The school itself, it should be noted, was constructed in 1927 and is outlandishly beautiful—and immense. Its entrance is reached by two grand, mirrored stairways, which rise above a series of Italian archways, and a small reflecting pool. The building is triangular in shape, with twin two-story wings jutting outward as you face its front. Its size is all the more astonishing in the neighborhood of modest one- and two-story houses in which it sits. Across the street is a new museum, run by the National Park Service, which tells the story of the Little Rock Integration Crisis and honors the “Little Rock Nine,” as the black students who integrated the school came to be known. The museum opened just over a month ago, in September 2007.

Labels: ,

Wednesday, November 7, 2007

Tour Americana! Part One


Last week I drove from my parents’ house in northern Virginia to Los Angeles. The trip took six days and covered about 2,700 miles and seven states. I started on Tuesday, October 30 around noon. Earlier in the day, I’d stopped at my mother’s sixth grade class to say goodbye to her. She introduced me to her students and told them that I was moving to Los Angeles which, I was disappointed to note, didn’t seem to impress them very much. We hugged, and one of the students asked my mom if she was going to cry. She didn’t, as far as I could tell, and in any case, in about an hour I was on Interstate 80, heading west.

In Roanoke, Virginia, I stopped at a Triple-A travel office where I was given several heavy bags full of books and maps. The agent I spoke with asked me if I was driving alone. I told her I was. “So,” she said, “Do you have a job out there?” "No," I replied, "Not really,” as though there were varying degrees between having and not having a job. Maps in hand, I saddled up again and drove south to the town of Wytheville, Virginia, which is where I ended up spending the night.

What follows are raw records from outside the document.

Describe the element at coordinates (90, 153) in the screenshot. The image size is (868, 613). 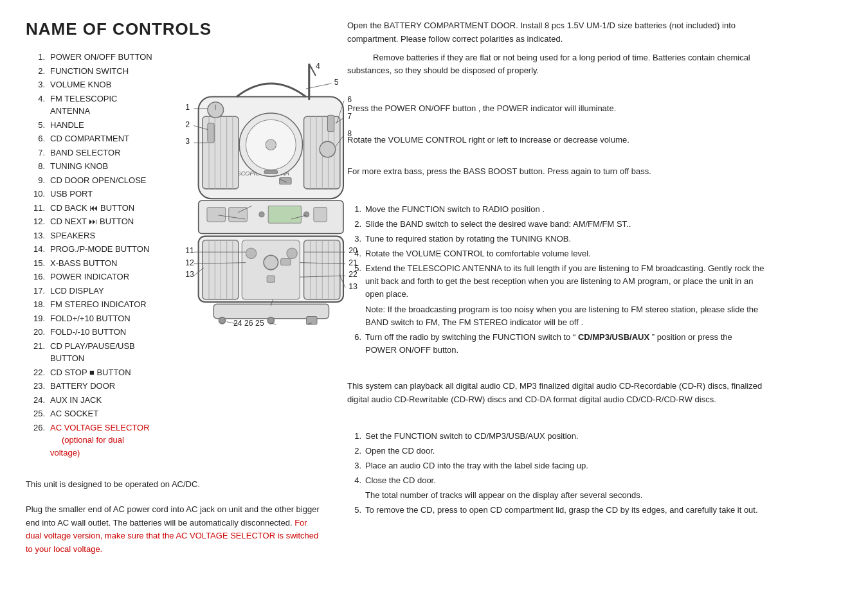
I see `control-item: 7.BAND SELECTOR` at that location.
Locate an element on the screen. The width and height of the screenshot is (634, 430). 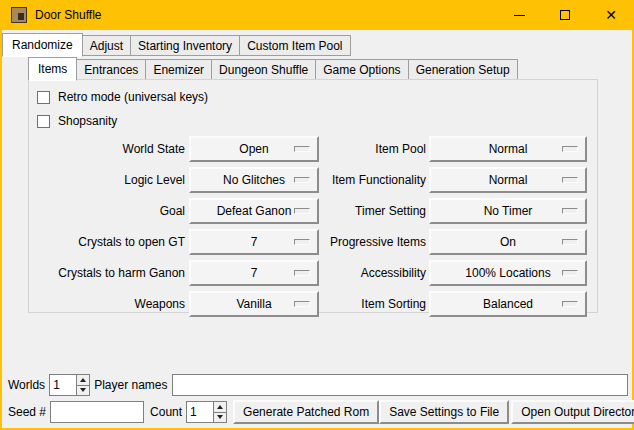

I awoke the next morning to a frost and I used the plastic Kaplan ID, which I still carried in my wallet, to scrape the ice off my car. I stopped in at several Wytheville eateries, hunting for breakfast, but in each, the stench of cigarettes and grease overwhelmed the appetite and I decided to wait until Knoxville to eat. Actually, the biggest struggle of my journey consisted in locating food. Driving the Interstate Highway system, one is presented with endless opportunities to gorge on fried mystery meat of questionable nutritional value. I became obsessed, as never before, with finding fresh fruit and vegetables. In Knoxville, I found a brewery downtown where I was served pasta and beer and that was about as good as it got.

There was something strange about Tennessee, though, and I couldn’t put my finger on it. In the brewery, for instance, they were playing John Carpenter slasher films at two in the afternoon. When I stopped at Nashville later in the day, I encountered several odd characters walking the streets, and in a downtown coffee shop I was served by a suspicious-looking man in a comically oversized cowboy hat. Something was going on here but I was dazed from driving and hardly knew what day it was, let alone that it was Halloween.

Downtown Nashville was dead at five o’clock, which suited me fine. I walked around for about an hour, took some photographs and moved on. This was pretty much what it was like the whole trip. Most of the cities I visited were moderate in size—in any case, much smaller than New York, of course, and getting into the center of them and then getting back out proved to be pretty simple. I could usually manage a quick survey in about an hour or two and finding a place to park was never hard. The density in these places was largely confined to a few square miles, and all of the cities were well-served by freeways, so entry and escape never included the stop-and-go misery that’s de rigueur in New York.

After Nashville, I drove on for another hundred miles or so until I came to Jackson, Tennessee, where I found a cheap motel room. Finding affordable motels was usually easy, especially as I only had two criteria to fill: 1) that the rooms don’t reek of cigarette smoke, and 2) that the hotel have Internet access. By the time I reached Jackson, I had crossed into Central Time, and it was eight o’clock in the evening. I ordered pizza and after a few hours was asleep.